Every ten years or so, a small book appears and slips into the mainstream of life: it is simply `there' to take up and read or disregard. But gradually, thanks to word-of-mouth recommendation, it becomes what it was always meant to be: slow food for the soul, a contemporary spiritual `classic'. `Into the Silent Land' is the latest such offering on the table of life. To those who know their need and are alert to what gives lasting nourishment, this little book - just the right size for pocket or rucksack - has an almost sacramental capacity to bless and confirm, to lure and encourage.
After all, `God does not know how to be absent,' declares Augustinian friar and author Martin Laird. Inviting us to journey with him `Into the Silent Land' he sets out to describe a spiritual landscape with which we so often struggle but within which we are created to thrive. Slowly, we can recover the practice of contemplation by which we come to know ourselves as we really are: nothing less than love outpoured.
Lest this seem too abstract or only true for certain `special' people, we are reminded that the sense of separation from God and one another is the great lie. Thanks to the constant video of noise and distraction passing before us, we allow our attention to be stolen and the awareness of our deepest identity erased. We forget the simplest of truths: we are already one with God. `All we need is to experience what we already possess.' But, like the deep-sea fisherman we are blinded by ignorance: we insist on `fishing for minnows while standing on a whale!'
However, `it is the gift of the Christian contemplative tradition to address this problem by exposing the lie' and introducing stillness to the mental clutter. By drawing wisdom from the treasure house that is the Christian mystical path - in stories and images both practical and poetic - Martin Laird reaches out to us through his own distilled experience, wearing his profound learning with elegance. Whether beginner or long-term pilgrim, he does us all a great favour by pointing out that it is only by letting go the `paste-up job' we call `self' that we come to the real flowering of our identity.
`Into the Silent Land' is simultaneously pole-star and compass, journey and destination. It engages body, soul, heart and mind - all are involved, all matter. There is nothing ethereal about this path, nothing that denies the wonder and mystery of who we are. As the delightful story that is the Epilogue suggests: the answer to the questions `Who am I?' and `who is Jesus Christ?' is profoundly simple... but who am I to deprive you of the gift of reading this book for yourself!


* WHAT YOU NEED TO DO: All entries must be repeated exactly; do not include the pictures.

* DATA LISTING:
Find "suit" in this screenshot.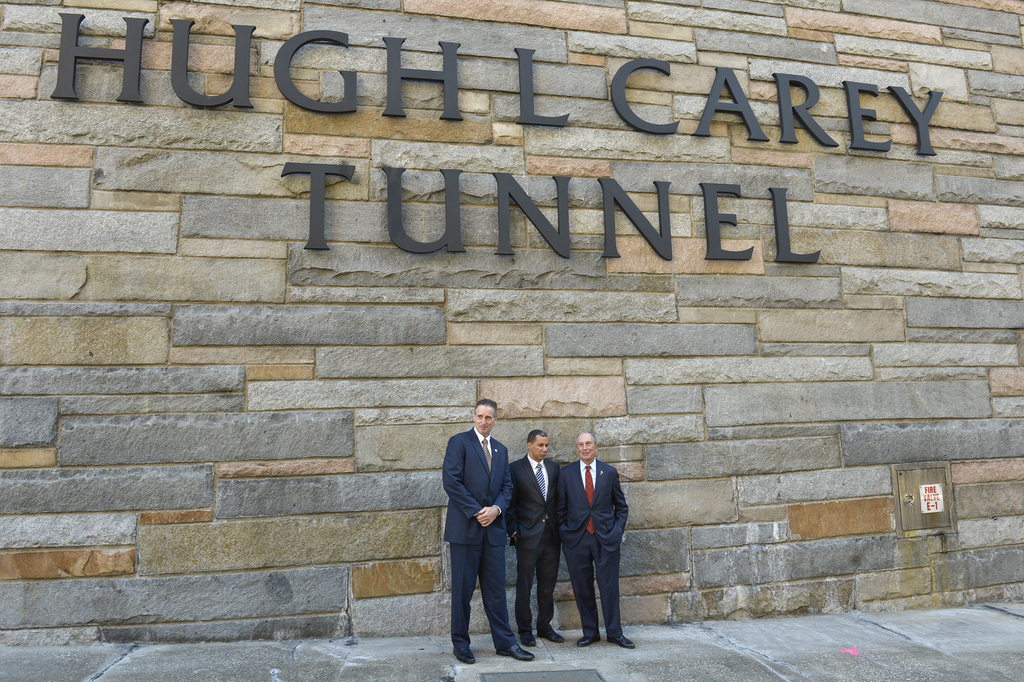
The bounding box for "suit" is l=500, t=452, r=563, b=635.
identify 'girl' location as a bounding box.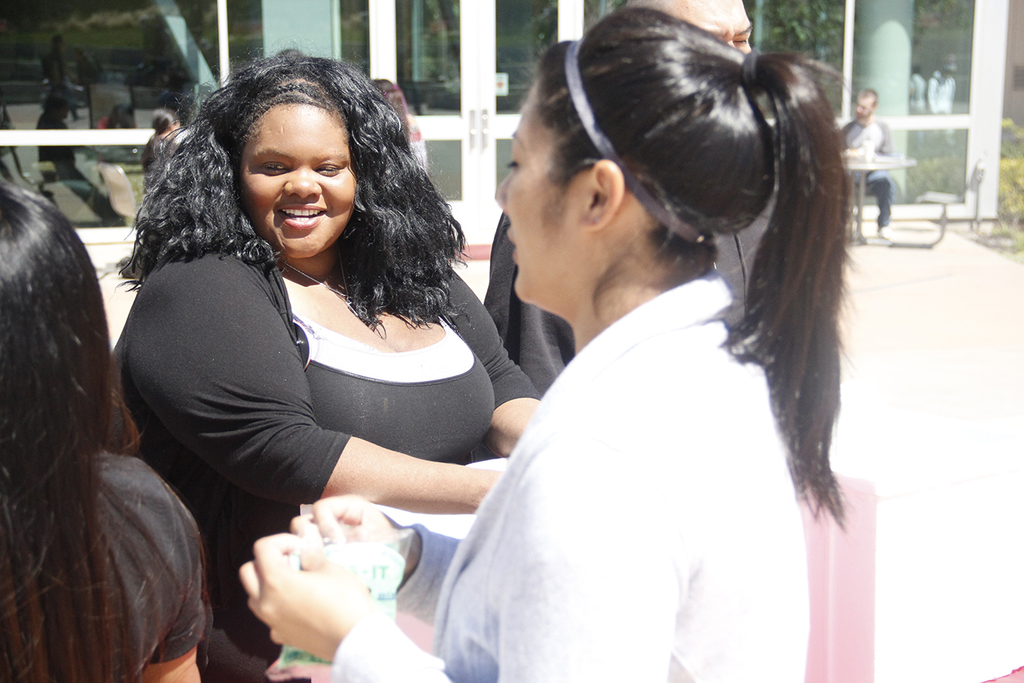
detection(0, 174, 196, 682).
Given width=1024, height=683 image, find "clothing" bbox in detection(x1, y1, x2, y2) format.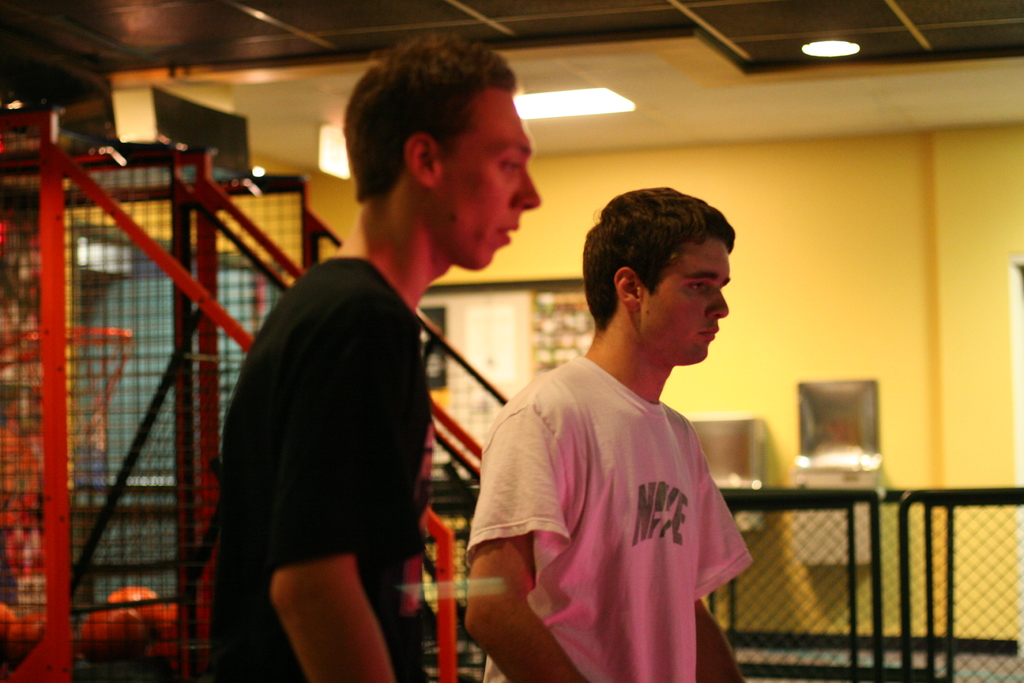
detection(490, 325, 756, 663).
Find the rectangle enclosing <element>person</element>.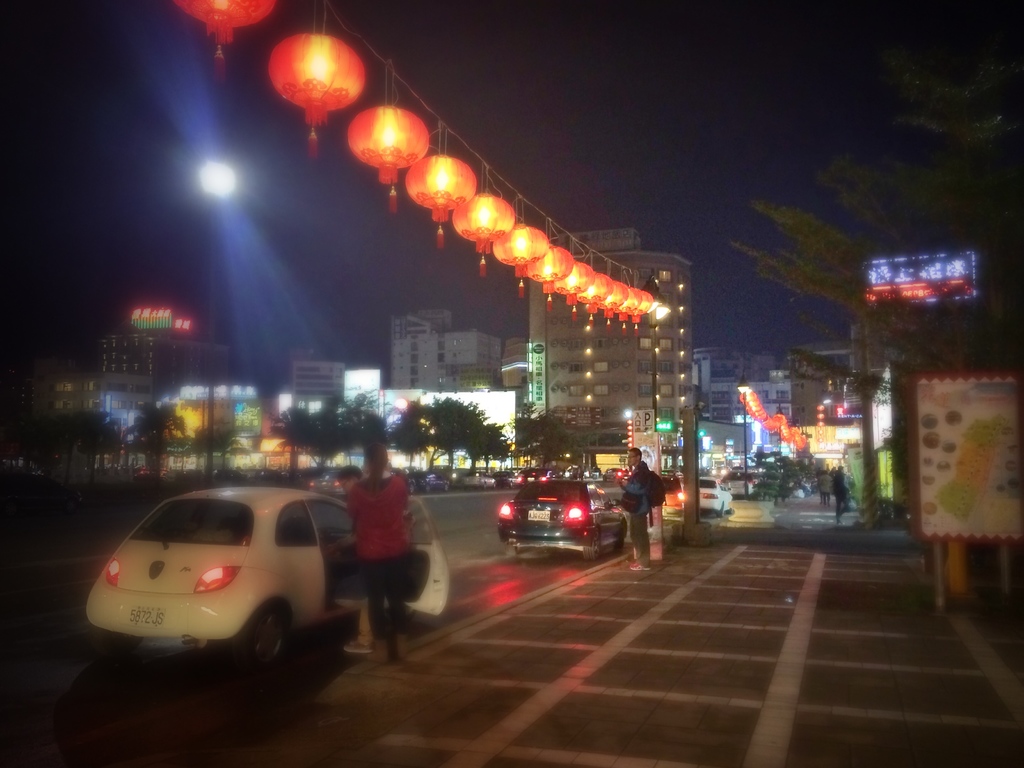
(819, 478, 824, 498).
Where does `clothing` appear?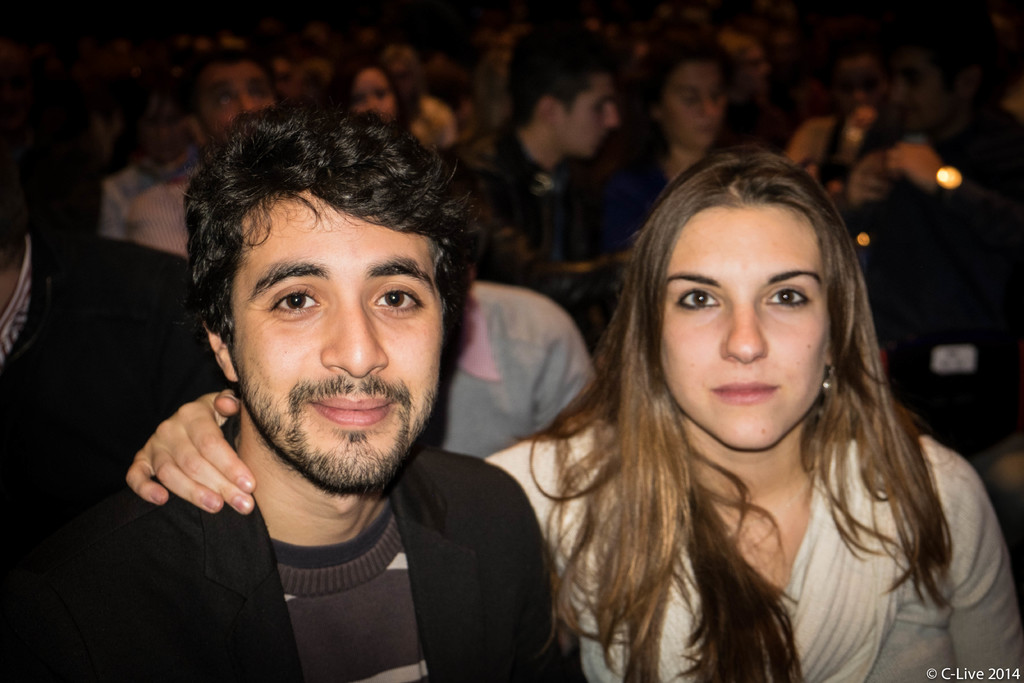
Appears at (left=0, top=213, right=216, bottom=682).
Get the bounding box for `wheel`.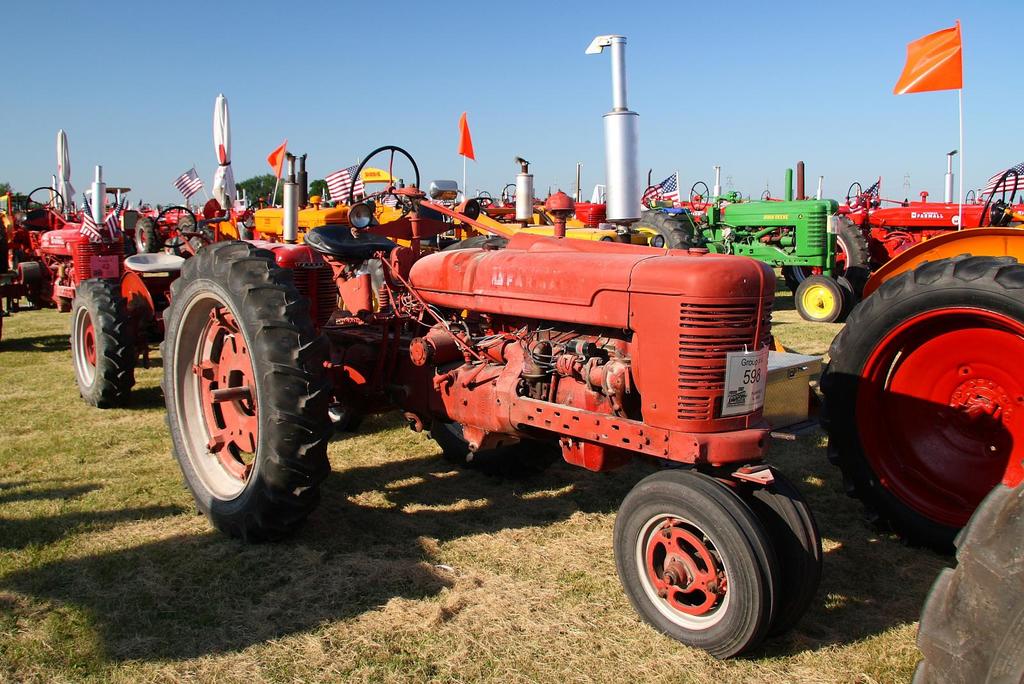
locate(832, 216, 876, 288).
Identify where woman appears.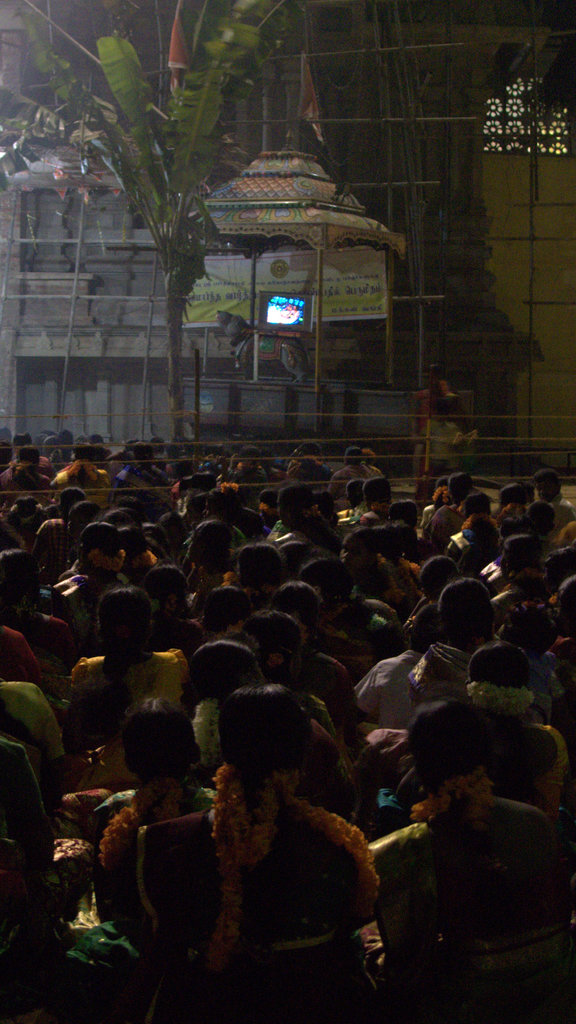
Appears at 364,674,552,1013.
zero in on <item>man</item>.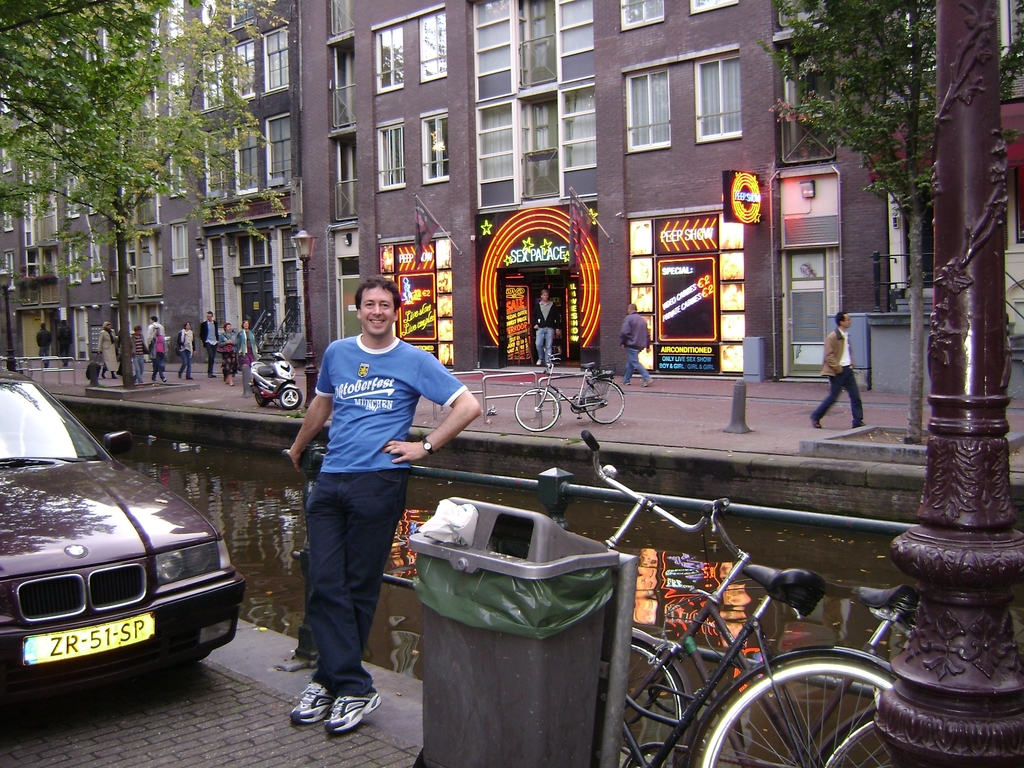
Zeroed in: bbox=(148, 316, 165, 348).
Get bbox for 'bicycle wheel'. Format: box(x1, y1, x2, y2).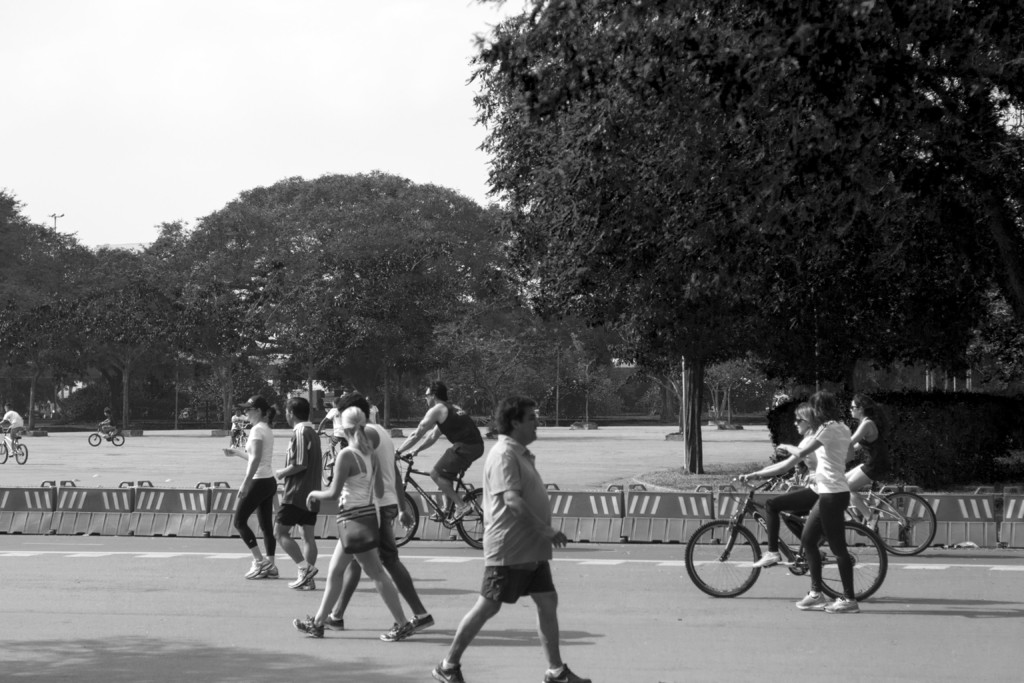
box(89, 432, 100, 448).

* PROBLEM SOLUTION:
Find "suit" in this screenshot.
The bounding box for "suit" is l=500, t=452, r=563, b=635.
identify 'girl' location as a bounding box.
detection(0, 174, 196, 682).
Given width=1024, height=683 image, find "clothing" bbox in detection(x1, y1, x2, y2) format.
detection(490, 325, 756, 663).
Find the rectangle enclosing <element>person</element>.
(819, 478, 824, 498).
Where does `clothing` appear?
Appears at (left=0, top=213, right=216, bottom=682).
Get the bounding box for `wheel`.
locate(832, 216, 876, 288).
Identify where woman appears.
Appears at 364,674,552,1013.
zero in on <item>man</item>.
Zeroed in: bbox=(148, 316, 165, 348).
Get bbox for 'bicycle wheel'. Format: box(x1, y1, x2, y2).
box(89, 432, 100, 448).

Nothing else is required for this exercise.